Credit Memo Automation
Credit memo automation, drafted by AI.
The memo your underwriter would have written. Drafted from the borrower file in minutes. With citations to every source document.
Kita drafts the credit memo so your underwriter can spend their time on judgment, not on assembly. The output cites every source document.
Definition
What is credit memo automation?
Credit memo automation is the use of AI to draft the written credit assessment that an underwriter submits to a credit committee. It reads the borrower file, spreads the financials, structures the narrative across capacity, character, collateral, and conditions, and outputs a draft memo with citations. The underwriter reviews, edits, and signs.
How it works
01
Read the full file
Every document in the borrower file: financials, tax returns, IDs, business registrations, bank statements, mobile-money records. The memo draws from the complete picture.
02
Structure to your policy
Memo template, ratio bands, narrative structure, and qualitative emphasis calibrated to the lender. Your policy is the input. Kita writes to fit it.
03
Cite every claim
Every number and every qualitative observation in the memo cites the source document and the line within it. The auditor can trace any claim back to its origin.
Comparison
Credit memo automation vs. blank-doc memo writing.
| Aspect | Manual memo writing | Kita credit memo automation |
|---|---|---|
| Hours per memo | Two to six hours, depending on file | Minutes for the draft; analyst edits |
| Source data | Copy from prior deals, re-typed numbers | Spread directly from source documents |
| Consistency across analysts | Varies in tone, structure, depth | Same template, same rigor, every memo |
| Citations | Implicit, scattered across notes | Every claim cited to a source line |
| Audit defensibility | Depends on analyst notes | Structured, citable, reproducible |
| Final signoff | Analyst then underwriter | Analyst edits the draft; underwriter signs |
Who it's for
Built for the three lender scenarios we serve.
SME credit committees
Memo-heavy decisioning.
SME and trade-finance lenders take memos to committee. Drafting from the source file in minutes means analysts arrive prepared and committees decide faster.
CDFI and SBA
Defensible memos at scale.
CDFI and SBA lenders need memos that hold up to regulator and funder scrutiny. Cited, structured drafts make the audit trail straightforward.
Microfinance
Light-touch memos for high volume.
Even at micro-loan economics, a short memo with the key signals beats a checklist. Automated drafts make memo-style underwriting affordable.
The product
Kita AI Underwriter
The AI Underwriter is the layer that drafts credit memos. It pairs with Capture for document parsing and produces a memo calibrated to your lender policy. Your underwriter edits and signs.
See the AI UnderwriterFAQ
Common questions
Does the AI write the final memo?
No. The AI drafts the memo. The human analyst reviews, edits, and the underwriter signs. The output is a structured draft with citations, ready for editing. The decision and the final memo remain with your team.
Can the memo template match our existing format?
Yes. Memo structure, section headings, narrative tone, ratio bands, and qualitative emphasis are all configurable per lender. Most lenders provide their existing template and Kita calibrates to it.
How does citation work?
Every numeric claim in the memo links to the source document and line. Every qualitative observation links to the specific passage that supports it. An auditor or regulator can trace any claim back to its origin.
What financial spreading is included?
Three years of audited financial statements normalized into one schema. Tax-return reconciliation. Bank-statement cash-flow analysis. Mobile-money cash-flow analysis. The spread is part of the memo and cited in the narrative.
How does it handle qualitative reads?
The AI reads the narrative in audited financials, the going-concern opinion, management discussion, and similar qualitative sources. It surfaces the story behind the numbers, calibrated to what your policy asks the memo to cover.
Is the output safe for regulatory review?
Yes. Structured output with citations is more defensible than free-text analyst notes. The human underwriter still signs. Regulators see a memo that is both readable and traceable.
Free your underwriters to do the judgment, not the assembly.
Talk to the team about credit memo automation calibrated to your policy.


What to work on: Extract all lines that hold "name" from the records below.

Stored entries:
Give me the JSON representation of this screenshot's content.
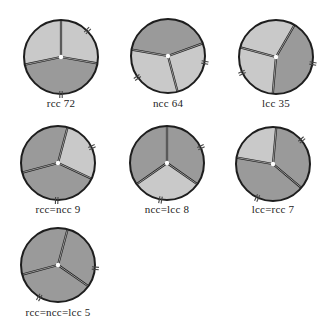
{
  "colors": {
    "light_cusp": "#c9c9c9",
    "dark_cusp": "#9a9a9a",
    "outline": "#1e1e1e",
    "background": "#ffffff"
  },
  "valves": [
    {
      "label": "rcc 72",
      "cx": 61,
      "cy": 57,
      "r": 37,
      "commissures": [
        -90,
        10,
        168
      ],
      "dark_cusps": [
        1
      ],
      "notches": [
        -45,
        90
      ],
      "label_x": 6,
      "label_y": 97
    },
    {
      "label": "ncc 64",
      "cx": 168,
      "cy": 56,
      "r": 37,
      "commissures": [
        -20,
        75,
        190
      ],
      "dark_cusps": [
        2
      ],
      "notches": [
        10,
        145
      ],
      "label_x": 113,
      "label_y": 97
    },
    {
      "label": "lcc 35",
      "cx": 276,
      "cy": 57,
      "r": 37,
      "commissures": [
        -60,
        95,
        195
      ],
      "dark_cusps": [
        0
      ],
      "notches": [
        10,
        155
      ],
      "label_x": 221,
      "label_y": 97
    },
    {
      "label": "rcc=ncc 9",
      "cx": 58,
      "cy": 163,
      "r": 37,
      "commissures": [
        -75,
        25,
        165
      ],
      "dark_cusps": [
        1,
        2
      ],
      "notches": [
        -25,
        92
      ],
      "label_x": 3,
      "label_y": 203
    },
    {
      "label": "ncc=lcc 8",
      "cx": 167,
      "cy": 163,
      "r": 37,
      "commissures": [
        -90,
        35,
        145
      ],
      "dark_cusps": [
        0,
        2
      ],
      "notches": [
        -25,
        100
      ],
      "label_x": 112,
      "label_y": 203
    },
    {
      "label": "lcc=rcc 7",
      "cx": 273,
      "cy": 164,
      "r": 37,
      "commissures": [
        -85,
        40,
        190
      ],
      "dark_cusps": [
        0,
        1
      ],
      "notches": [
        -40,
        115
      ],
      "label_x": 218,
      "label_y": 203
    },
    {
      "label": "rcc=ncc=lcc 5",
      "cx": 58,
      "cy": 265,
      "r": 37,
      "commissures": [
        -75,
        35,
        165
      ],
      "dark_cusps": [
        0,
        1,
        2
      ],
      "notches": [
        5,
        120
      ],
      "label_x": 3,
      "label_y": 306
    }
  ]
}
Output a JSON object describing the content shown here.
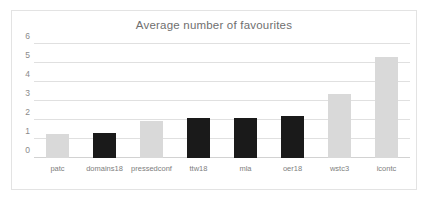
{
  "chart_data": {
    "type": "bar",
    "title": "Average number of favourites",
    "xlabel": "",
    "ylabel": "",
    "ylim": [
      0,
      6
    ],
    "yticks": [
      0,
      1,
      2,
      3,
      4,
      5,
      6
    ],
    "grid": true,
    "legend": "none",
    "categories": [
      "patc",
      "domains18",
      "pressedconf",
      "ttw18",
      "mla",
      "oer18",
      "wstc3",
      "icontc"
    ],
    "values": [
      1.25,
      1.33,
      1.95,
      2.1,
      2.1,
      2.2,
      3.35,
      5.3
    ],
    "bar_colors": [
      "#d9d9d9",
      "#1a1a1a",
      "#d9d9d9",
      "#1a1a1a",
      "#1a1a1a",
      "#1a1a1a",
      "#d9d9d9",
      "#d9d9d9"
    ]
  },
  "style": {
    "title_color": "#6f6f6f",
    "tick_color": "#8a8a8a",
    "grid_color": "#e0e0e0",
    "border_color": "#e3e3e3",
    "background": "#ffffff"
  }
}
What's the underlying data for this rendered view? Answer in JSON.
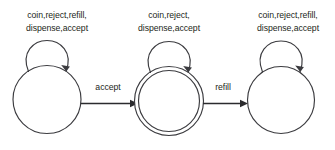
{
  "diagram": {
    "type": "state-machine",
    "stroke_color": "#3b3b3f",
    "text_color": "#231f20",
    "background_color": "#ffffff",
    "states": [
      {
        "id": "state-1",
        "accepting": false,
        "self_loop_label_line1": "coin,reject,refill,",
        "self_loop_label_line2": "dispense,accept",
        "self_loop_events": [
          "coin",
          "reject",
          "refill",
          "dispense",
          "accept"
        ]
      },
      {
        "id": "state-2",
        "accepting": true,
        "self_loop_label_line1": "coin,reject,",
        "self_loop_label_line2": "dispense,accept",
        "self_loop_events": [
          "coin",
          "reject",
          "dispense",
          "accept"
        ]
      },
      {
        "id": "state-3",
        "accepting": false,
        "self_loop_label_line1": "coin,reject,refill,",
        "self_loop_label_line2": "dispense,accept",
        "self_loop_events": [
          "coin",
          "reject",
          "refill",
          "dispense",
          "accept"
        ]
      }
    ],
    "transitions": [
      {
        "id": "transition-accept",
        "from": "state-1",
        "to": "state-2",
        "label": "accept"
      },
      {
        "id": "transition-refill",
        "from": "state-2",
        "to": "state-3",
        "label": "refill"
      }
    ]
  }
}
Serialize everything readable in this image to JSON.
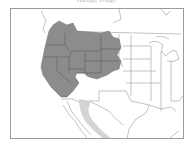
{
  "caption": "range map",
  "map": {
    "region": "Western North America",
    "legend_colors": {
      "primary_range": "#8c8c8c",
      "secondary_range": "#d4d4d4",
      "borders": "#7a7a7a",
      "range_borders": "#5e5e5e",
      "frame": "#9a9a9a"
    },
    "layers": [
      {
        "name": "primary-range",
        "description": "Western United States: Washington, Oregon, California, Idaho, Nevada, Utah, Arizona, Montana, Wyoming, Colorado, New Mexico, western Dakotas/Nebraska"
      },
      {
        "name": "secondary-range",
        "description": "Western Mexico coast (Sonora/Sinaloa)"
      }
    ]
  }
}
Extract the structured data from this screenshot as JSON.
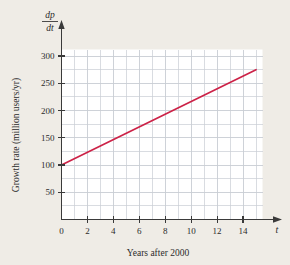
{
  "figure": {
    "background_color": "#efece6",
    "plot_background_color": "#ffffff",
    "grid_color": "#c9cdd4",
    "axis_color": "#3a3a3a",
    "line_color": "#cc2247"
  },
  "labels": {
    "y_axis_title": "Growth rate (million users/yr)",
    "x_axis_title": "Years after 2000",
    "x_variable": "t",
    "y_variable_numerator": "dp",
    "y_variable_denominator": "dt"
  },
  "chart_data": {
    "type": "line",
    "title": "",
    "xlabel": "Years after 2000",
    "ylabel": "Growth rate (million users/yr)",
    "xlim": [
      0,
      15.5
    ],
    "ylim": [
      0,
      312
    ],
    "xticks": [
      0,
      2,
      4,
      6,
      8,
      10,
      12,
      14
    ],
    "xtick_labels": [
      "0",
      "2",
      "4",
      "6",
      "8",
      "10",
      "12",
      "14"
    ],
    "yticks": [
      50,
      100,
      150,
      200,
      250,
      300
    ],
    "ytick_labels": [
      "50",
      "100",
      "150",
      "200",
      "250",
      "300"
    ],
    "grid": true,
    "grid_x_step": 1,
    "grid_y_step": 25,
    "legend": false,
    "series": [
      {
        "name": "dp/dt",
        "color": "#cc2247",
        "x": [
          0,
          15
        ],
        "y": [
          100,
          275
        ],
        "slope": 11.67,
        "intercept": 100
      }
    ]
  }
}
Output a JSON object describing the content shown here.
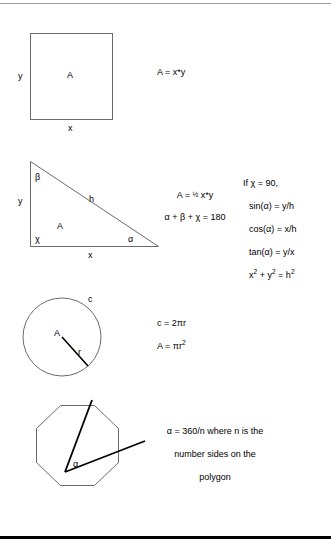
{
  "page": {
    "background_color": "#ffffff",
    "ink_color": "#000000",
    "rule_color_top": "#9a9a9a",
    "rule_color_bottom": "#000000",
    "width": 331,
    "height": 547
  },
  "figures": [
    {
      "id": "square",
      "shape": "square",
      "labels": {
        "area": "A",
        "height": "y",
        "width": "x"
      },
      "formula_lines": [
        "A = x*y"
      ]
    },
    {
      "id": "triangle",
      "shape": "right-triangle",
      "labels": {
        "area": "A",
        "vertical_side": "y",
        "horizontal_side": "x",
        "hypotenuse": "h",
        "angle_top": "β",
        "angle_bottom_left": "χ",
        "angle_bottom_right": "α"
      },
      "formula_lines": [
        "A = ½ x*y",
        "α + β + χ = 180"
      ],
      "formula_area_prefix": "A = ",
      "formula_fraction": "1/2",
      "formula_area_suffix": " x*y",
      "formula_angle_sum": "α + β + χ = 180",
      "side_note_lines": [
        "If χ = 90,",
        "sin(α) = y/h",
        "cos(α) = x/h",
        "tan(α) = y/x",
        "x² + y² = h²"
      ],
      "side_note": {
        "condition": "If χ = 90,",
        "sin": "sin(α) = y/h",
        "cos": "cos(α) = x/h",
        "tan": "tan(α) = y/x",
        "pythagoras_base": "x",
        "pythagoras_exp1": "2",
        "pythagoras_mid": " + y",
        "pythagoras_exp2": "2",
        "pythagoras_eq": " = h",
        "pythagoras_exp3": "2"
      }
    },
    {
      "id": "circle",
      "shape": "circle",
      "labels": {
        "area": "A",
        "radius": "r",
        "circumference": "c"
      },
      "formula_lines": [
        "c = 2πr",
        "A = πr²"
      ],
      "formula_circumference": "c = 2πr",
      "formula_area_prefix": "A = πr",
      "formula_area_exponent": "2"
    },
    {
      "id": "polygon",
      "shape": "octagon",
      "labels": {
        "angle": "α"
      },
      "note_lines": [
        "α = 360/n where n is the",
        "number sides on the",
        "polygon"
      ],
      "note_text": "α = 360/n where n is the\nnumber sides on the\npolygon"
    }
  ]
}
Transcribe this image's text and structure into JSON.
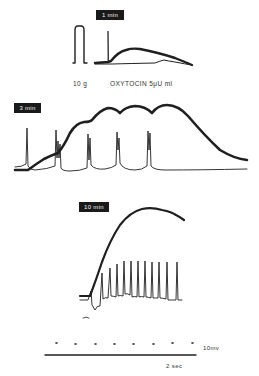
{
  "figure": {
    "panels": [
      {
        "id": "panel-1min",
        "time_label": "1 min",
        "calibration_label": "10 g",
        "stimulus_label": "OXYTOCIN 5μU ml"
      },
      {
        "id": "panel-3min",
        "time_label": "3 min"
      },
      {
        "id": "panel-10min",
        "time_label": "10 min"
      }
    ],
    "scale_bar": {
      "voltage_label": "10mv",
      "time_label": "2 sec"
    }
  },
  "colors": {
    "trace": "#1f1f1f",
    "background": "#ffffff",
    "tag_bg": "#1a1a1a",
    "tag_text": "#f4f4f4"
  }
}
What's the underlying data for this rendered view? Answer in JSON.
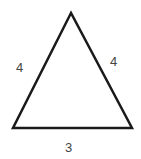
{
  "diagram": {
    "shape": "triangle",
    "stroke_color": "#1a1a1a",
    "vertices": {
      "apex": [
        71,
        13
      ],
      "bottom_left": [
        13,
        128
      ],
      "bottom_right": [
        132,
        128
      ]
    },
    "labels": {
      "left_side": "4",
      "right_side": "4",
      "base": "3"
    }
  }
}
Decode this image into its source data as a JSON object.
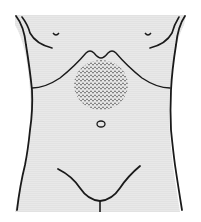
{
  "diagram": {
    "colors": {
      "background": "#ffffff",
      "skin_fill": "#e6e6e6",
      "outline": "#1a1a1a",
      "stipple": "#555555"
    },
    "regions": [
      {
        "name": "shaded-region",
        "label": "epigastric / upper abdominal area",
        "cx": 101,
        "cy": 85,
        "rx": 27,
        "ry": 25
      }
    ],
    "landmarks": [
      "left-nipple",
      "right-nipple",
      "left-costal-margin",
      "right-costal-margin",
      "xiphoid-notch",
      "umbilicus",
      "inguinal-line"
    ]
  }
}
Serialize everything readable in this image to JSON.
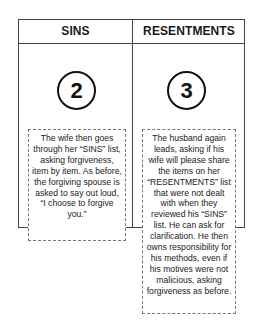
{
  "columns": [
    {
      "header": "SINS",
      "step_number": "2",
      "description": "The wife then goes through her “SINS” list, asking forgiveness, item by item.  As before, the forgiving spouse is asked to say out loud, “I choose to forgive you.”"
    },
    {
      "header": "RESENTMENTS",
      "step_number": "3",
      "description": "The husband again leads, asking if his wife will please share the items on her “RESENTMENTS” list that were not dealt with when they reviewed his “SINS” list.  He can ask for clarification.  He then owns responsibility for his methods, even if his motives were not malicious, asking forgiveness as before."
    }
  ],
  "colors": {
    "border": "#444444",
    "circle_stroke": "#111111",
    "note_border": "#777777",
    "background": "#ffffff"
  }
}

Answer to this exercise:
        "name": "primary-range",
        "name": "secondary-range",
        "name": "dp/dt",
        "name": "shaded-region",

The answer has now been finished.